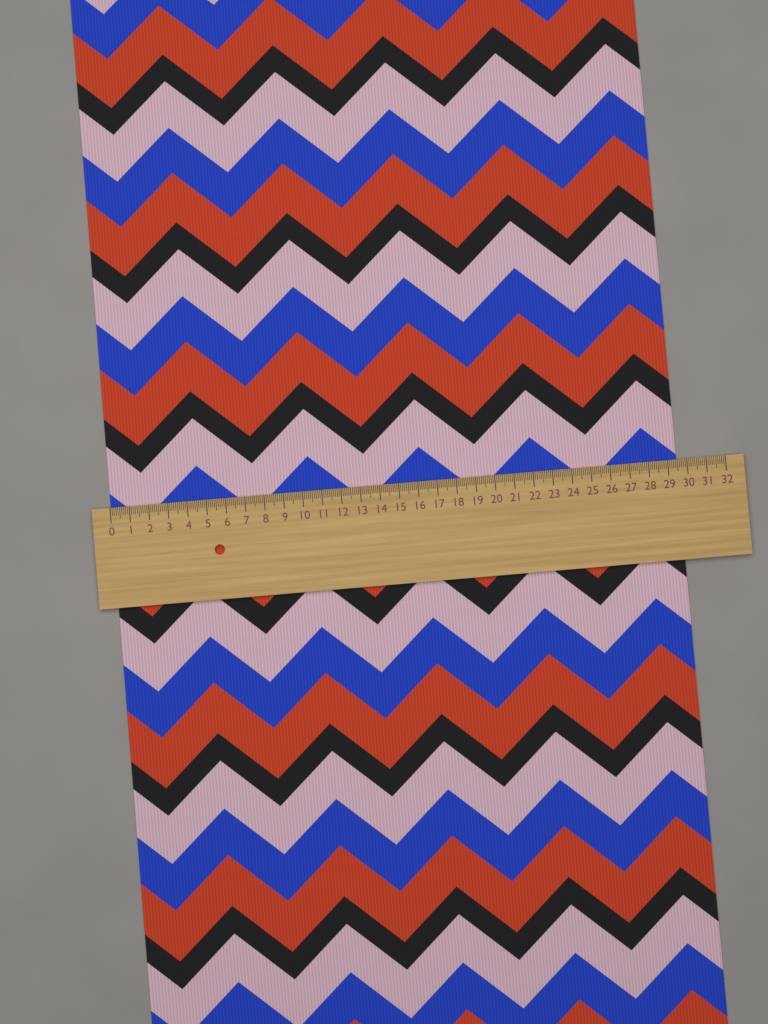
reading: 29.5 (no unit)
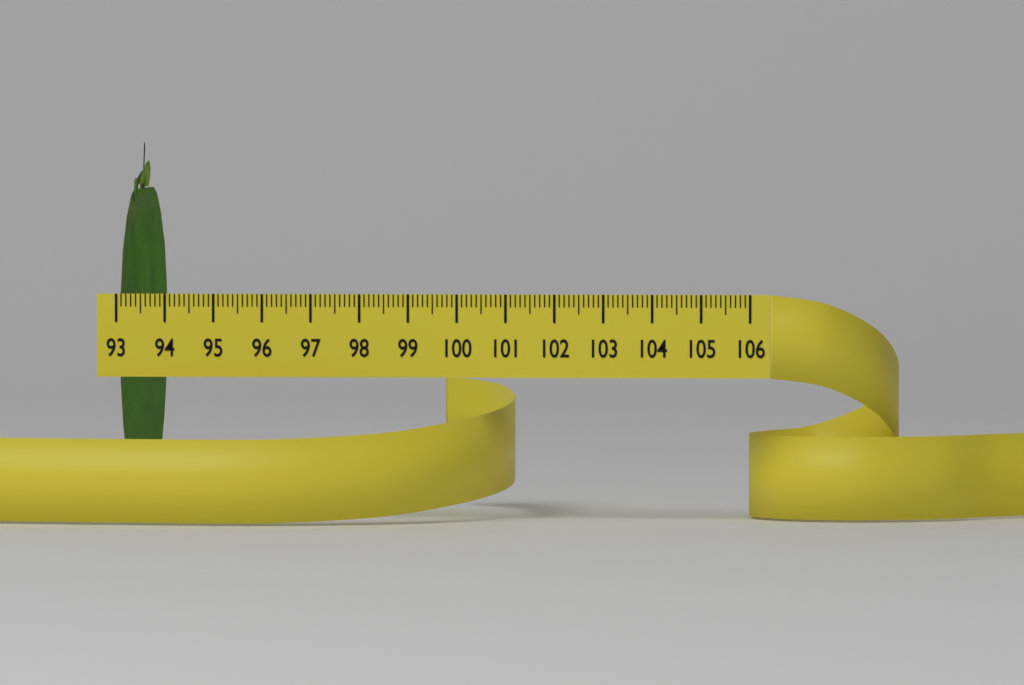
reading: 93.1 (no unit)
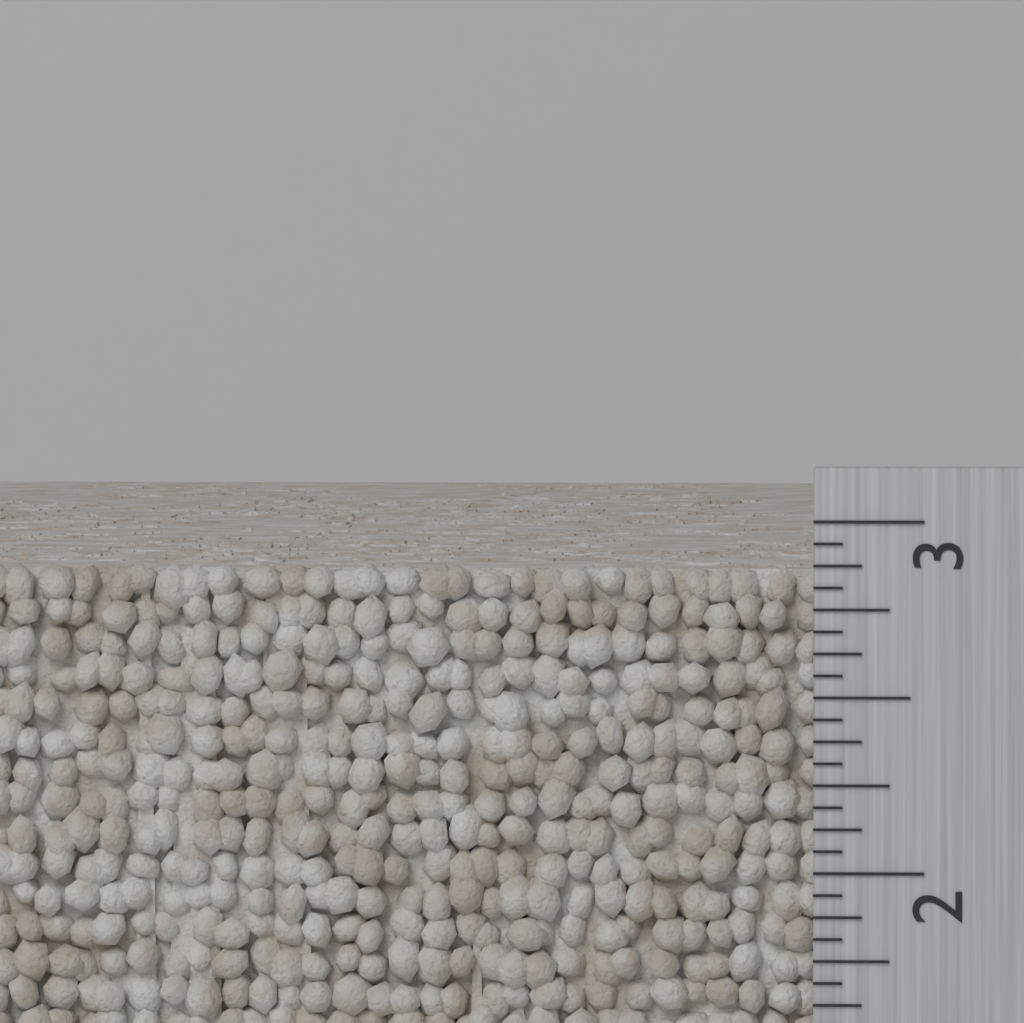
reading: 2.8750 inch
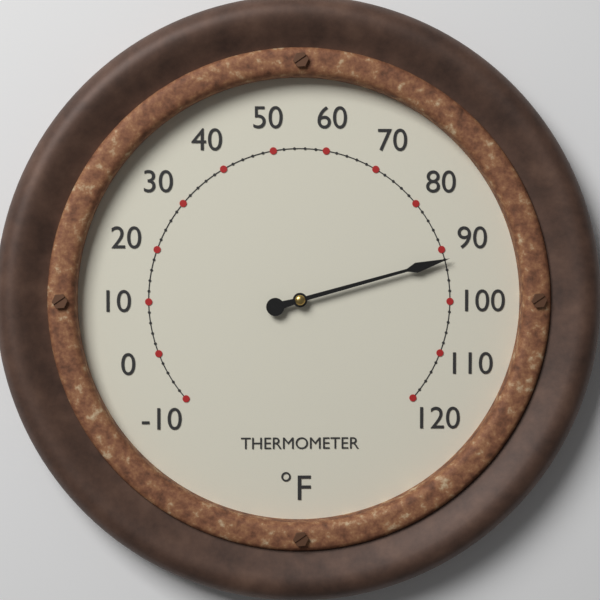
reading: 92 °F
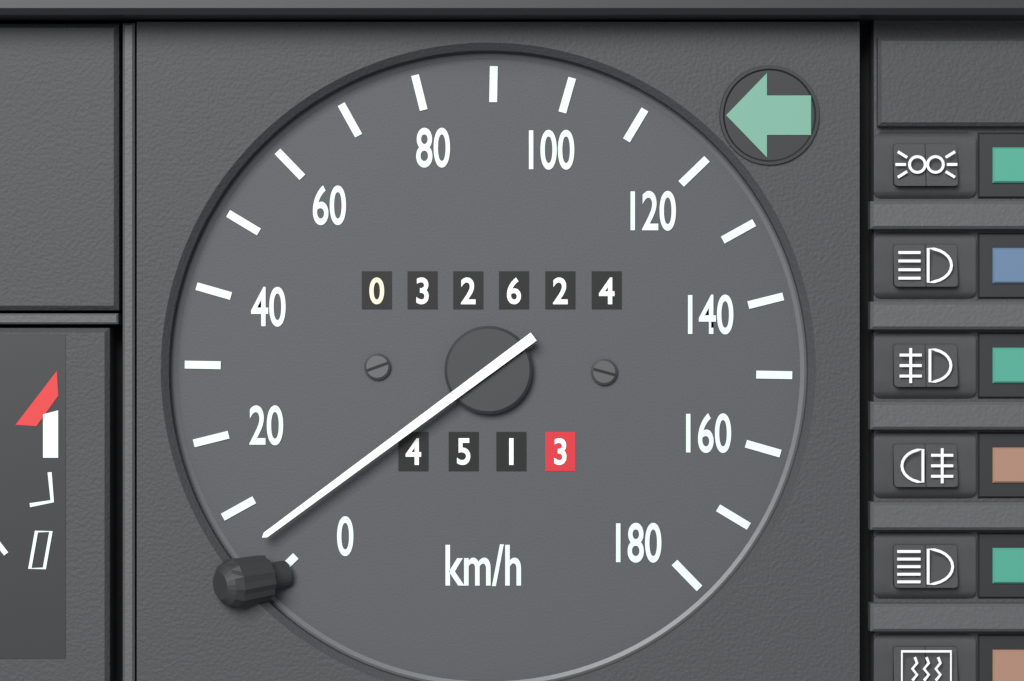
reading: 5 km/h
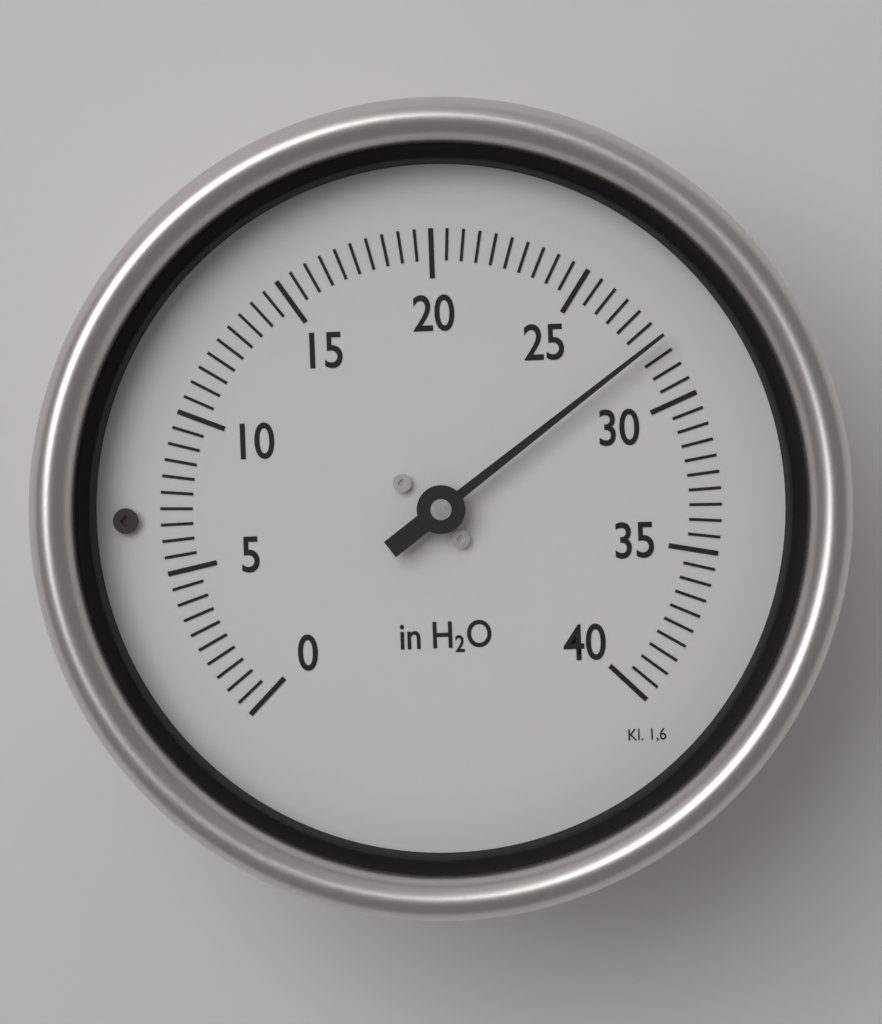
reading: 28.0 in H2O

*****

* _Task objective_
Your answer must consist of the entries, unchanged, with no pictures in it.

* _Result below_
reading: 29.5 (no unit)
reading: 93.1 (no unit)
reading: 2.8750 inch
reading: 92 °F
reading: 5 km/h
reading: 28.0 in H2O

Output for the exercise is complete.